0 comments on “Told you so”

  1. As an FYI, the hard-to-find number at Bilbray's DC office is (202) 225 5452. There is a real live person who answers the phone. The one I spoke to earlier today asked me to spell "instapundit" when I told her how I learned of Bilbray's votes on pork. Welcome to the blogosphere, congressman.

    Seems to me that Bilbray needs to be conditioned by his constituency that we are all watching. I suggest that anyone from his district reading this lob in a call and let Bilbray know that you are watching. It has been a few years since he was in the House - blogs have come a long way since.

  2. I just tried calling the above telephone number...I only got a message saying that the office is closed and that the voice mailbox is full...LOL...

  3. D Pratt wondered, "What is the possibility of a GOP write in canidate for the Nov. election?"

    The possibility is 100% if that GOP write-in candidate's papers are filed before 5:00 pm on August 11, 2006. Go for it, Pratt!

    For more information, see the Clerk or Registrar of Voters (as the case may be) for any county in Bilbray's district and ask for a copy of the elections calendar for the upcoming November 7, 2006 election. Pay attention to the date the nomination period begins. Also, contact the Federal Elections Commission straight away and ask for the campaign financial disclosure information packet for the filings such a campaign will have to make. Contact its California counterpart too, that Fair Political Practices Commission that Jerry "Moonbeam" Brown duped California's mouth breather voters into creating via a ballot proposition. The FPPC may have an onerous paperwork burden for your candidate and your candidate's campaign treasurer too!

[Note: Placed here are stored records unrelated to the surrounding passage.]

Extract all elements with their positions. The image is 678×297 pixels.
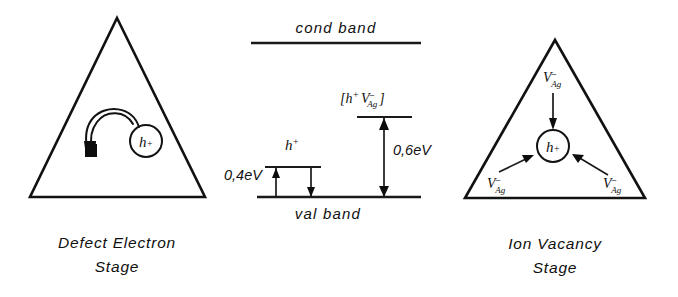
vacancy-br-sup: – <box>611 175 617 185</box>
vacancy-bottom-left-label: V–Ag <box>487 175 506 195</box>
vacancy-bottom-right-label: V–Ag <box>603 175 622 195</box>
vacancy-bottom-left-arrowhead <box>522 155 534 163</box>
left-curved-arrow-path-inner <box>91 113 133 149</box>
vacancy-top-arrowhead <box>549 118 557 130</box>
center-panel-group: cond band [h+V–Ag] 0,6eV h+ 0,4eV val ba… <box>224 19 432 222</box>
left-hole-label: h+ <box>139 134 153 150</box>
complex-level-label: [h+V–Ag] <box>340 90 385 109</box>
complex-bracket-close: ] <box>378 91 384 106</box>
conduction-band-label: cond band <box>296 19 377 36</box>
deep-energy-label: 0,6eV <box>393 142 432 158</box>
left-triangle-outline <box>30 18 205 197</box>
vacancy-bl-sub: Ag <box>494 185 505 195</box>
vacancy-top-label: V–Ag <box>543 69 562 89</box>
figure-container: h+ Defect Electron Stage cond band [h+V–… <box>0 0 678 297</box>
vacancy-bottom-right-arrowhead <box>572 154 584 163</box>
complex-h-sup: + <box>352 90 358 100</box>
right-hole-charge: + <box>554 144 560 154</box>
vacancy-bottom-left-arrow-line <box>499 158 528 172</box>
right-hole-letter: h <box>546 139 554 155</box>
complex-h: h <box>345 91 352 106</box>
vacancy-bottom-right-arrow-line <box>578 157 608 175</box>
deep-transition-arrowhead-down <box>379 186 389 197</box>
shallow-transition-arrowhead-up <box>272 168 280 178</box>
left-panel-group: h+ Defect Electron Stage <box>30 18 205 275</box>
shallow-transition-arrowhead-down <box>307 187 315 197</box>
left-hole-charge: + <box>147 139 153 149</box>
diagram-svg: h+ Defect Electron Stage cond band [h+V–… <box>0 0 678 297</box>
vacancy-top-sup: – <box>551 69 557 79</box>
left-caption-line2: Stage <box>95 258 140 275</box>
vacancy-top-sub: Ag <box>550 79 561 89</box>
complex-v-sub: Ag <box>366 99 377 109</box>
left-hole-letter: h <box>139 134 147 150</box>
vacancy-bl-sup: – <box>495 175 501 185</box>
right-caption-line1: Ion Vacancy <box>508 235 602 252</box>
deep-transition-arrowhead-up <box>379 118 389 130</box>
valence-band-label: val band <box>295 205 361 222</box>
defect-trap-square <box>85 144 97 157</box>
left-caption-line1: Defect Electron <box>58 234 176 251</box>
hole-level-letter: h <box>285 137 293 153</box>
vacancy-br-sub: Ag <box>610 185 621 195</box>
right-hole-label: h+ <box>546 139 560 155</box>
right-panel-group: V–Ag h+ V–Ag V–Ag Ion Vacancy Stage <box>465 40 645 276</box>
hole-level-charge: + <box>293 137 299 147</box>
shallow-energy-label: 0,4eV <box>224 167 263 183</box>
hole-level-label: h+ <box>285 137 299 153</box>
right-caption-line2: Stage <box>533 259 578 276</box>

    Heck, I recommend to every politically active person in California the exercise of asking for and reading these documents. I especially recommend it to those whiny types who wonder aloud, "Why doesn't someone (someone other than themselves, of course) run against that atrocious so-and-so?" (Anyone can ask for 'em, even non-candidates - just tell the nosy types that one is just thinking of running if they want to know why one is interested.) The reader will swiftly realize that these campaign laws are incumbent-party protection acts; all this paperwork is constructed on the assumption that if one is a candidate the one is automatically swimming in dough and can get hold of the properly specialized lawyers, accountants, and bookkeepers to take care of all the demanded (on penalty of fine and/or jail) paperwork.

    But if the Righteous Republicans in Bilbray's district really want to administer a political spanking to one of their party's politicians who is busily defacing the GOP brand (lower taxes, lower spending and lower government) then I trust they'll organize and get to work.

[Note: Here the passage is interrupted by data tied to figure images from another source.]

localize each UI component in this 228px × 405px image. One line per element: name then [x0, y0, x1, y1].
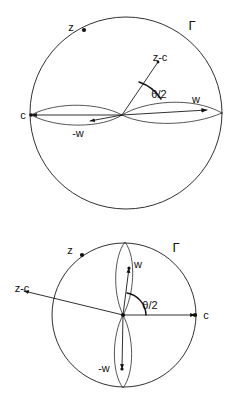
- bottom-label-z-minus-c: z-c: [15, 282, 30, 294]
- bottom-label-minus-w: -w: [98, 362, 110, 374]
- top-label-c: c: [20, 109, 26, 121]
- top-panel: z Γ z-c θ/2 w -w c: [20, 17, 222, 209]
- top-point-c-dot: [29, 113, 33, 117]
- top-right-lens: [122, 102, 222, 123]
- top-vector-w-arrow: [122, 110, 207, 115]
- top-label-theta-half: θ/2: [151, 88, 166, 100]
- bottom-point-c-dot: [193, 313, 197, 317]
- bottom-center-dot: [121, 313, 125, 317]
- bottom-vector-minus-w-arrow: [122, 315, 123, 369]
- bottom-label-w: w: [133, 258, 142, 270]
- bottom-point-z-dot: [80, 253, 84, 257]
- bottom-label-gamma: Γ: [172, 240, 179, 255]
- bottom-minus-w-tip-dot: [120, 367, 123, 370]
- bottom-vector-w-arrow: [123, 268, 129, 315]
- bottom-label-z: z: [67, 244, 73, 256]
- top-point-z-dot: [82, 28, 86, 32]
- figure-canvas: z Γ z-c θ/2 w -w c: [0, 0, 228, 405]
- top-label-z: z: [68, 21, 74, 33]
- bottom-w-tip-dot: [127, 266, 130, 269]
- bottom-label-c: c: [203, 309, 209, 321]
- top-label-minus-w: -w: [72, 127, 84, 139]
- top-label-gamma: Γ: [188, 18, 195, 33]
- bottom-vector-z-minus-c: [24, 291, 123, 315]
- bottom-panel: z Γ z-c θ/2 w -w c: [15, 240, 210, 388]
- top-label-w: w: [191, 93, 200, 105]
- geometry-figure: z Γ z-c θ/2 w -w c: [0, 0, 228, 405]
- top-label-z-minus-c: z-c: [153, 51, 168, 63]
- bottom-label-theta-half: θ/2: [142, 299, 157, 311]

  4. Too late for 2006. Either you're successful in getting a write-in or you fail; if you fill out the papers, you'll probably get so few votes it's not even reported UNLESS ... you get enough votes for the Dem to win.

    Please do such a write in ONLY if you're ready to start running, now, for the 2008 primary. I'd consider doing this in CA 41 (Jerry Lewis, no primary opp) except I live in Slovakia now.

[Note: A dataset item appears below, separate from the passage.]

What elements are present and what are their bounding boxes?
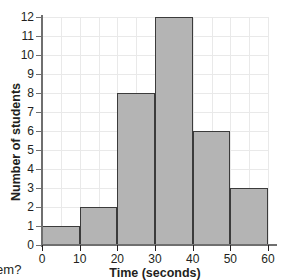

    The other point of doing this -- Bozo Bilbray, if he knows he's being watched, will probably be a bit better.

  5. Go get'em guys! Love the write-in idea! If we can get Francine to hold about 44% in the general (more than likely given our Kossacks out there), then all we need from you folks and your write-in is about 4-5% more than the right wing third party and independent candidates got in the special.

    By your efforts I just might get to crow about a Rep. Busby yet! Thanks.

  6. I'd rather have Busby in there for two years than Bilbray. Busby will be easy as cake to defeat in 2008. Bilbray, however, will be entrenched as the incumbent with name recognition and the party apparatus behind him in the GOP primary.

    The only chance for this district to have a fiscally conservative representative in the near future is to support a spolier to prevent Bilbray from winning, then collect the real prize in 2008.